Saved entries
--

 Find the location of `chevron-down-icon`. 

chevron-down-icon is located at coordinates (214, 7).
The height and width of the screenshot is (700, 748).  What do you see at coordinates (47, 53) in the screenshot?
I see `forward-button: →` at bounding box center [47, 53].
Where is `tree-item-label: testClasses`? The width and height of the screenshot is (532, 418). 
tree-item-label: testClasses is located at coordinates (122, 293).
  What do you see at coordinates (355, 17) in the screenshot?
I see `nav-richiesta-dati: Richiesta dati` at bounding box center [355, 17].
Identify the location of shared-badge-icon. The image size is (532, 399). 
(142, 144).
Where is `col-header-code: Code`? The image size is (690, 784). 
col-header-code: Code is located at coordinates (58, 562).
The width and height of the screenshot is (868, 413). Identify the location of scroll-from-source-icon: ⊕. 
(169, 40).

--

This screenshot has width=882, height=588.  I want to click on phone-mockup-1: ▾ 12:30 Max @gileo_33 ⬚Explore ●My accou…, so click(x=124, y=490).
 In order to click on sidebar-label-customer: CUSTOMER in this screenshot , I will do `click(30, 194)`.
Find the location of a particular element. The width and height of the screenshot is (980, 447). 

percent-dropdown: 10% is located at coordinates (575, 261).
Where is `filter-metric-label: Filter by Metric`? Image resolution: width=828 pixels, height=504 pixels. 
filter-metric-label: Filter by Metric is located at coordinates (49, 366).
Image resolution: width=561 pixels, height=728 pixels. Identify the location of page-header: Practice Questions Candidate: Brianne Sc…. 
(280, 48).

--

Lines above that have "click": copy each of them.

This screenshot has width=882, height=588.  I want to click on phone-mockup-1: ▾ 12:30 Max @gileo_33 ⬚Explore ●My accou…, so click(x=124, y=490).
 In order to click on sidebar-label-customer: CUSTOMER in this screenshot , I will do `click(30, 194)`.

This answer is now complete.